Here we have the " graphic " style at its very best, in a piece of description which, though striking, is lifelike, and in so far as it deals with character does not depend, like the style of so many more or less " psychological " novelists of the day, upon mere oddities of phraseology or sheer impossible groupings of individuals. But the passage is worth quoting, mainly because it forms the introduction to the story of a genuine tragedy, which Mr. Forbes tells with perfect simplicity. Into the little society of the Hagen there comes a family party of three, con- sisting of a plump " engaged " little girl of about eighteen, an elder sister, and a brother :—

"Little Minna Vogt had for her Brdutigam a young Feldwebel of the second battalion of the Hobenzollerns of the name of Ecken- stein and a native of Saarldius. He had written to Minna to come and meet him at the Hagen that they might get married before he went on a campaign from which he might not return. There was no nonsense about our young Braut. She told me the little story at supper on the night of her arrival in the most matter-of- fact way possible, drank her two glasses of red wine, and went off serenely to bed with a dainty lisping Schtafen Sie !"

The marriage was celebrated, but immediately after the event the French began shelling Saarbrileken, and Eckenstein

• Camps, Quarters, and Casual Num By AroliVsald Forbes, LLD. London : Macmillan and Co.

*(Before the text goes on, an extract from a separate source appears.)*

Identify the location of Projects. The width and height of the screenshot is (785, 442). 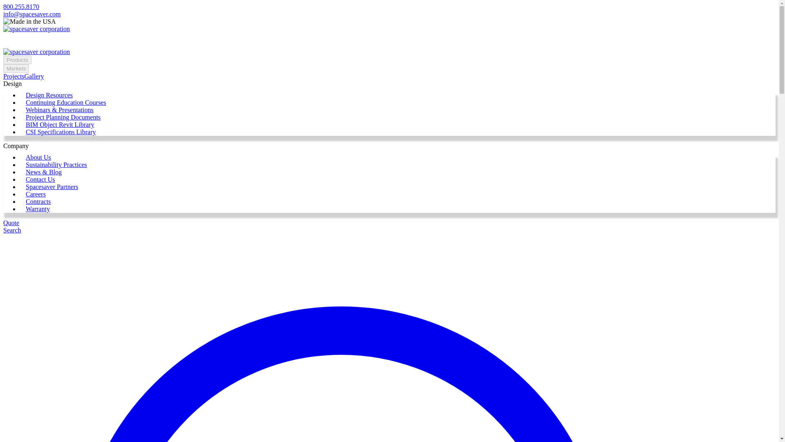
(13, 76).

had to join his regiment before the wedding-breakfast was aver. Then followed the Prussian reoccupation of Saar- briicken and the storming of the Spicheren. Of one of the hitherto unrecorded incidents of that desperate struggle let Mr. Forbes himself speak :—

" At last, in a sitting posture, his back against a hawthorn tree in one of the grassy ravines, I saw one whom I thought I recog- nised. ' Eckenstein !' I cried, as I ran forward; for the posture was so natural that I could not but think he was alive. Alas! no answer came ; the gallant young Feldwebel was dead, shot

through the throat I saw something white in the hollow of the hand, and easily moved the arm, for he was yet warm ; it was the photograph of the little girl he had married but three short days before. The frank eyes looked up at me with a merry unconsciousness ; and the face of the photograph was spotted with the life-blood of the young soldier. I sent the death-token to Saarlolus by post to the young widow. I never knew whether she received it, for all the address I had was SaarloIus."

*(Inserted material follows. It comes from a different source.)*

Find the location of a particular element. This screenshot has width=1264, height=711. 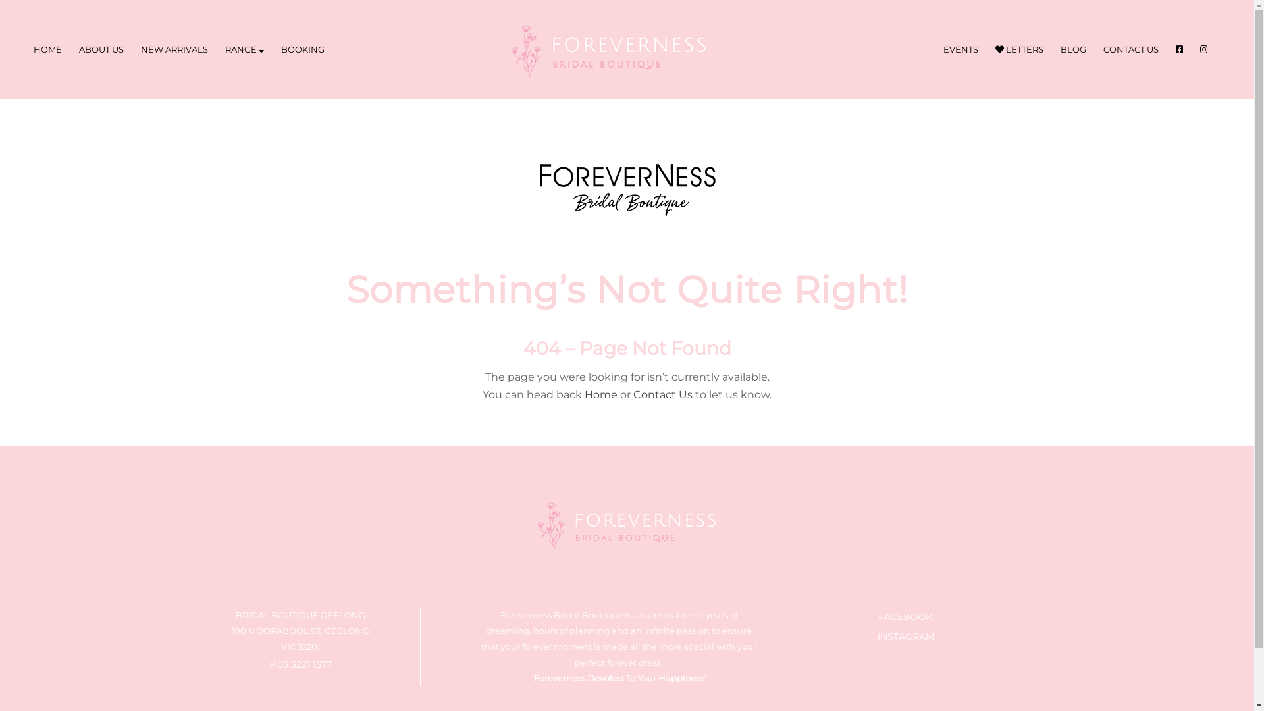

ABOUT US is located at coordinates (101, 49).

We have quoted from this story by Mr. Forbes at consider- able length, not only because it shows him at his best as a story-teller, but because that best would be bard to beat by

any living writer of fiction. At the same time, Mr. Forbes is not always up to this level. Some of his Anglo-Indian stories are rather weak and artificial. Take, for example, "Miss Priest's Bride-cake" and " George Martell's Baudo- bast," which might both be placed under the category of "Match- making that failed." They are readable enough. But the fun in them is distinctly forced, and borders on the burlesque. In other words, Mr. Forbes is not nearly so much at home in Anglo-Indian life as Mr. Kipling or Mrs. Steel. The best of his lighter papers, at least after the first, are those in which he deals with his native district. "The Inverness

Character Fair" is an excellent piece of realism,—saturated with alcohol. Fall of knowledge, and of animal spirits of the Christopher North sort, is "My Native Salmon River,"—

the rapid, impatient Spey, which, as we are here told, is a river which "insists on being distinctive," and "mistrusts the stranger. He may be a good man on Tweed or Tay, but until he has been formally introduced to Spey, and been ad- mitted to her acquaintance, she is chary in according him her favours." We have in this paper some glimpses of an eminent Scotch angler and journalist,—Russel of the Scotsman. Is this story, however, quite authentic ?—

" His piscatorial aspirations extended beyond the grave. Who that heard it can ever forget the peroration, slightly profane perhaps, but entirely enthusiastic, of his speech on salmon-fishing at a Tweedside dinner ? When I die,' he exclaimed in a fine rapture, should I go to heaven, I will fish in the water of life with a fly dressed with a feather from the wing of an angel ; should I be unfortunately consigned to another destination, I shall nevertheless hope to angle in the Styx with the worm that never dieth !'"

The more solid papers in Mr. Forbes's volume, if not specially valuable in the sense that they are "revelations," are readable and informing. Some of them are, indeed, essentially reviews or digests of books or narratives that have more or less recently appeared. Thus "The Inner History of the Waterloo Campaign" is based on the remarkable volume published three years ago by an American civilian, Mr. Ropes, who had given up many years of his life to the study of military operations. Mr. Forbes does not agree with all Mr. Ropes's conclusions ; thus he does not accept the latter's view that up to the morning of June 17th Napoleon had accomplished all that he had intended. But he does agree with Mr. Ropes that Ney was quite as much responsible for Napoleon's failure as Grouchy—for whom, indeed, something may be said. "Another Version of Balaklava " contains nothing that is specially fresh ; it is but a succinct statement of the now tolerably well-known story of the " C " trooper. Mr.

Forbes does not clear up" The Mystery of Monsieur Regnier," but he renders the darkness of it very visible. Regnier may have been nothing but a charlatan and adventurer. But he may have been in the pay of Bismarck; after recent revelations anything of this sort is possible. As a " practical " soldier as well as a special correspondent and a novelist in posse, Mr, Forbes is seen to the utmost advantage in "The Warfare of the Future." It is cautious and well-reasoned ; the chief conclusion Mr. Forbes arrives at is that in the future, where two combatants are well-matched, the one that acts on the offensive is the more likely to have the worst of it. This is a volume which is almost immeasurably superior to ordinary collections of magazine articles.